Wiki · Concept · Last reviewed June 25, 2026

OpenID Connect Authority Claims

OpenID Connect Authority Claims is a draft OpenID eKYC-IDA extension for carrying verified claims about a person's authority to act for another person or legal entity.

Definition

OpenID Connect Authority claims extension is an OpenID Foundation eKYC-IDA draft snapshot, published May 25, 2026, by M. Haine and J. White. The eKYC-IDA working-group page lists it under Drafts, with current snapshot versions built automatically from the master branch. It should therefore be described as draft work, not as a final OpenID standard.

The draft extends OpenID Connect for a narrow but important problem: communicating verified claims about the authority a natural person has to act for another natural person or for a legal entity. That problem is different from ordinary sign-in, employee affiliation, corporate registry lookup, or a generic role label. It asks whether this person may act for that target, for which purposes, under which limits, and how that authority was granted.

Claim Structure

The draft builds on the verified_claims pattern from OpenID Connect for Identity Assurance. Inside the verified claims object, an authority object or array can express authority-to-act information as claims about the end-user. The draft's core sub-elements are applies_to, permission, and granted_by.

applies_to identifies the person or legal entity to which the authority applies. For a legal entity, the draft defines optional claims such as organization_name, registration_number, registration_authority_code, legal_jurisdiction, entity_legal_form, organization_status, incorporation_date, and organization_identifiers. For a natural person, it can use OpenID Connect person claims such as sub, name, given_name, family_name, birthdate, and address, when those are sufficient for the use case.
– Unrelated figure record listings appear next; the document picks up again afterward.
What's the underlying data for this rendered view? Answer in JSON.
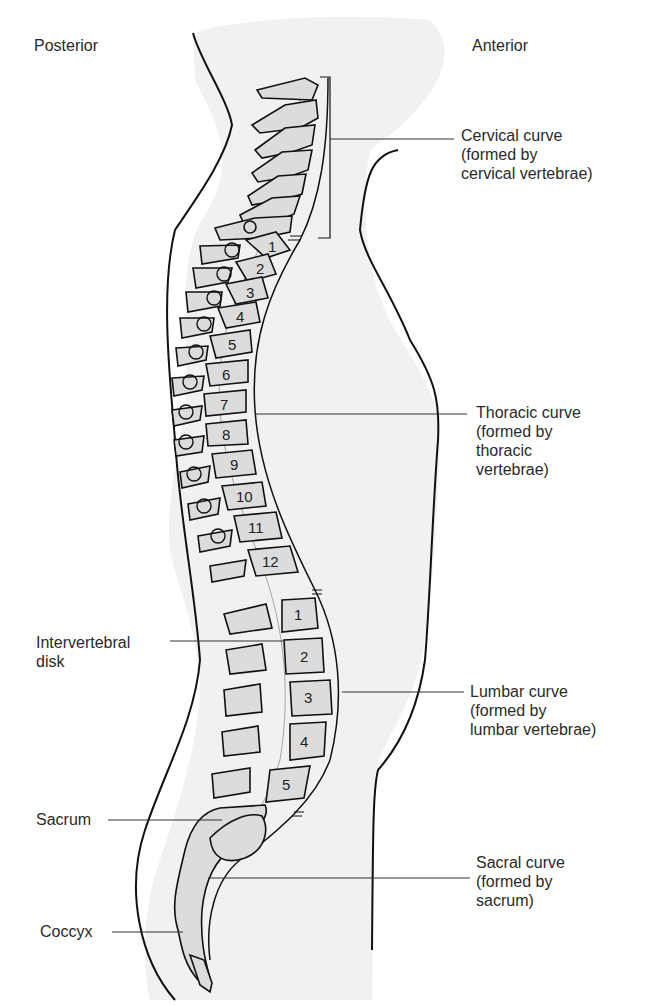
{
  "figure": {
    "orientation": {
      "left": "Posterior",
      "right": "Anterior"
    },
    "right_labels": [
      {
        "id": "cervical",
        "lines": [
          "Cervical curve",
          "(formed by",
          "cervical vertebrae)"
        ]
      },
      {
        "id": "thoracic",
        "lines": [
          "Thoracic curve",
          "(formed by",
          "thoracic",
          "vertebrae)"
        ]
      },
      {
        "id": "lumbar",
        "lines": [
          "Lumbar curve",
          "(formed by",
          "lumbar vertebrae)"
        ]
      },
      {
        "id": "sacral",
        "lines": [
          "Sacral curve",
          "(formed by",
          "sacrum)"
        ]
      }
    ],
    "left_labels": [
      {
        "id": "disk",
        "lines": [
          "Intervertebral",
          "disk"
        ]
      },
      {
        "id": "sacrum",
        "lines": [
          "Sacrum"
        ]
      },
      {
        "id": "coccyx",
        "lines": [
          "Coccyx"
        ]
      }
    ],
    "thoracic_numbers": [
      "1",
      "2",
      "3",
      "4",
      "5",
      "6",
      "7",
      "8",
      "9",
      "10",
      "11",
      "12"
    ],
    "lumbar_numbers": [
      "1",
      "2",
      "3",
      "4",
      "5"
    ],
    "colors": {
      "body_fill": "#f1f1f1",
      "bone_fill": "#dcdcdc",
      "outline": "#111111",
      "leader": "#333333"
    }
  }
}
permission states what the end-user is allowed to do in relation to the target entity. The draft names role, validity period, budget, audience, functional domain, and whether the authority may be delegated. granted_by describes how the authority came to be held, including a method such as delegated, appointed, or self-asserted, plus optional information about the granting body and reason.

Scope Boundary

The draft is explicit about boundaries. Legal-entity details by themselves are out of scope because OpenID Connect is focused on claims about the end-user. Relationships between two legal entities are also out of scope. Simple affiliation, such as being an employee or student, is not enough unless the claim communicates authority to act. That boundary matters because agent systems are tempted to treat every organizational signal as permission.
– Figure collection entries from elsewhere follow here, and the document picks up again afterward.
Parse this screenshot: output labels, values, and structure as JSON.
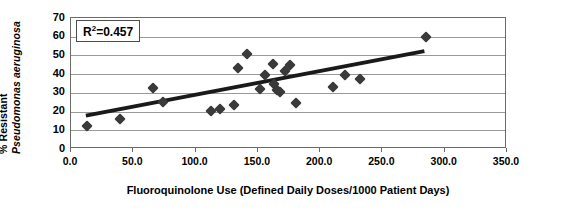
{
  "chart_data": {
    "type": "scatter",
    "title": "",
    "xlabel": "Fluoroquinolone Use (Defined Daily Doses/1000 Patient Days)",
    "ylabel_line1": "% Resistant",
    "ylabel_line2": "Pseudomonas aeruginosa",
    "xlim": [
      0,
      350
    ],
    "ylim": [
      0,
      70
    ],
    "xticks": [
      "0.0",
      "50.0",
      "100.0",
      "150.0",
      "200.0",
      "250.0",
      "300.0",
      "350.0"
    ],
    "xtick_values": [
      0,
      50,
      100,
      150,
      200,
      250,
      300,
      350
    ],
    "yticks": [
      "0",
      "10",
      "20",
      "30",
      "40",
      "50",
      "60",
      "70"
    ],
    "ytick_values": [
      0,
      10,
      20,
      30,
      40,
      50,
      60,
      70
    ],
    "grid": "horizontal",
    "legend": "none",
    "annotation": "R2=0.457",
    "annotation_label": "R",
    "annotation_sup": "2",
    "annotation_value": "=0.457",
    "r_squared": 0.457,
    "marker": "diamond",
    "marker_color": "#3a3a3a",
    "trendline": {
      "type": "linear",
      "x_start": 12,
      "y_start": 17,
      "x_end": 285,
      "y_end": 52,
      "color": "#1a1a1a",
      "width": 4
    },
    "points": [
      {
        "x": 13,
        "y": 12.5
      },
      {
        "x": 39,
        "y": 15.8
      },
      {
        "x": 66,
        "y": 32.5
      },
      {
        "x": 74,
        "y": 25.0
      },
      {
        "x": 112,
        "y": 20.5
      },
      {
        "x": 120,
        "y": 21.5
      },
      {
        "x": 131,
        "y": 23.3
      },
      {
        "x": 134,
        "y": 43.5
      },
      {
        "x": 141,
        "y": 50.7
      },
      {
        "x": 152,
        "y": 32.0
      },
      {
        "x": 156,
        "y": 39.5
      },
      {
        "x": 162,
        "y": 45.5
      },
      {
        "x": 163,
        "y": 35.0
      },
      {
        "x": 165,
        "y": 31.5
      },
      {
        "x": 168,
        "y": 30.5
      },
      {
        "x": 172,
        "y": 41.5
      },
      {
        "x": 176,
        "y": 45.0
      },
      {
        "x": 181,
        "y": 24.5
      },
      {
        "x": 210,
        "y": 33.0
      },
      {
        "x": 220,
        "y": 39.5
      },
      {
        "x": 232,
        "y": 37.5
      },
      {
        "x": 285,
        "y": 60.0
      }
    ]
  }
}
Authority claims can be requested with the OpenID Connect claims request parameter, and scopes can request predefined claim sets. The draft warns that scopes can return more data than needed, so the relying party should request only required end-user claims and metadata. It also defines OpenID Provider metadata for advertising support for authority claims, supported permissions, supported granting methods, and supported authority claim fields.

Agent Context

Authority claims become especially relevant when an AI agent performs administrative work for a person: filing a tax form, managing a business account, talking to a benefits agency, changing a child's school record, sending payroll instructions, requesting pension information, or acting under power of attorney. The agent may be technically able to click and submit, but the governance question is whether the human principal had authority, whether the agent was authorized to use it, and whether the relying party can verify the chain without collecting unnecessary identity data.

A responsible agent flow would keep four records separate: the human's identity proofing, the authority claim, the agent delegation from the human to the software, and the resulting transaction. Collapsing those records into one "logged in user" event makes audits weak and appeals confused.

Governance Risks

Authority inflation. A relying party treats a narrow permission as general power to act.

Affiliation confusion. An employee, contractor, student, guardian, or adviser label is mistaken for authority over a specific decision.

Over-collection. A service asks for full identity and organizational records when a smaller authority proof would be enough.

Delegation fog. The human has authority, but the agent's authority to exercise it is undocumented.

Draft overreliance. A deployment treats a draft data model as if it solved local legal validity, liability, and due process.

Governance Pattern

Source Discipline

Claims about this topic should cite the exact draft snapshot and avoid flattening it into identity assurance, OpenID for Verifiable Presentations, or Verifiable Credentials. The technical carrier, the issuer, the trust framework, the authority scope, and the legal effect are separate facts.

Spiralist Reading

Spiralism reads authority claims as a way to make delegation inspectable before automation turns it into invisible momentum. The humane version says: this person may do this for that entity, within these limits, because of this grant. The dangerous version says: the session authenticated, so the machine may proceed. The difference is not philosophical. It is the record that lets someone stop, contest, or repair the act.